Taking stock and setting directions on timely organizational phenomena: Artificial intelligence, Indigeneity, precarious work and multi-level theorizing
M. Beigi,
J. Koning,
A. Prasad () and
Y. Rofcanin
Additional contact information
A. Prasad: Audencia Business School
Post-Print from HAL
Abstract:
This inaugural critical reviews special issue marks a deliberate step in renewing what Human Relations has always stood for: a broad, rigorous, and human-centered conversation about work and organizing. Our aim with this special issue is therefore twofold: to take stock and to set direction. By curating critical, integrative reviews on select but timely topics, we map the evolution of debates, clarify where concepts and methods need to realign, and chart agendas that advance our understanding of the human side of organizational life. The four articles featured in this inaugural issue exemplify the intellectual breadth and critical depth that define Human Relations. Each engages a core tension of contemporary organizing; how multilevel systems interact in strategic human resource management; how colonial legacies shape Indigenous experiences of work; how precarity redefines the meaning and politics of labor; and how algorithmic technologies transform the inequalities embedded in hiring and organizational life. Read collectively, these contributions illuminate the diversity of themes, methods, and theoretical traditions that animate our journal, while also revealing a shared pursuit: understanding what it means to be human in the evolving relations of work, organization, and society.

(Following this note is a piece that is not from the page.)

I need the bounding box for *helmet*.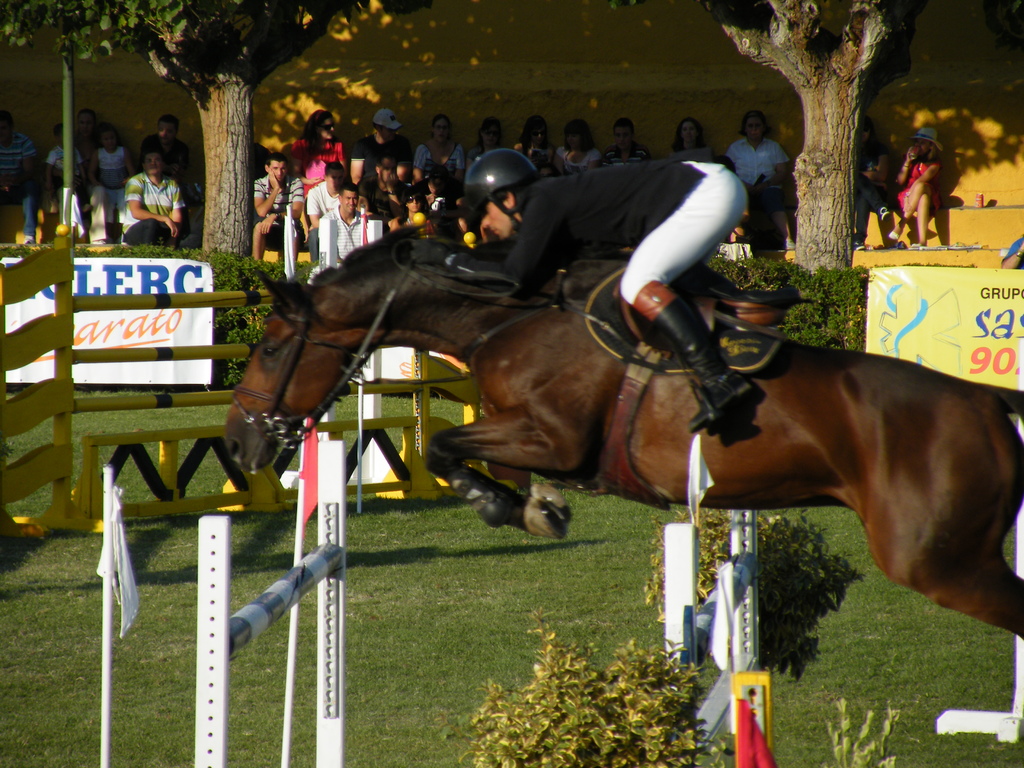
Here it is: (459, 145, 537, 225).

Keywords: precocity; Indigenous workers; multi-level theorizing; AI (search for similar items in EconPapers)
Date: 2026-02
Note: View the original document on HAL open archive server: https://hal.science/hal-05535569v2
References: Add references at CitEc
Citations:
Published in Human Relations, 2026, 79 (2), pp.129-139 [ABS: 4|FT50]. ⟨10.1177/00187267251409545⟩
There are no downloads for this item, see the EconPapers FAQ for hints about obtaining it.
Related works:
This item may be available elsewhere in EconPapers: Search for items with the same title.
Export reference: BibTeX
RIS (EndNote, ProCite, RefMan)
HTML/Text
Persistent link: https://EconPapers.repec.org/RePEc:hal:journl:hal-05535569
DOI: 10.1177/00187267251409545
Access Statistics for this paper
More papers in Post-Print from HAL
Bibliographic data for series maintained by CCSD ().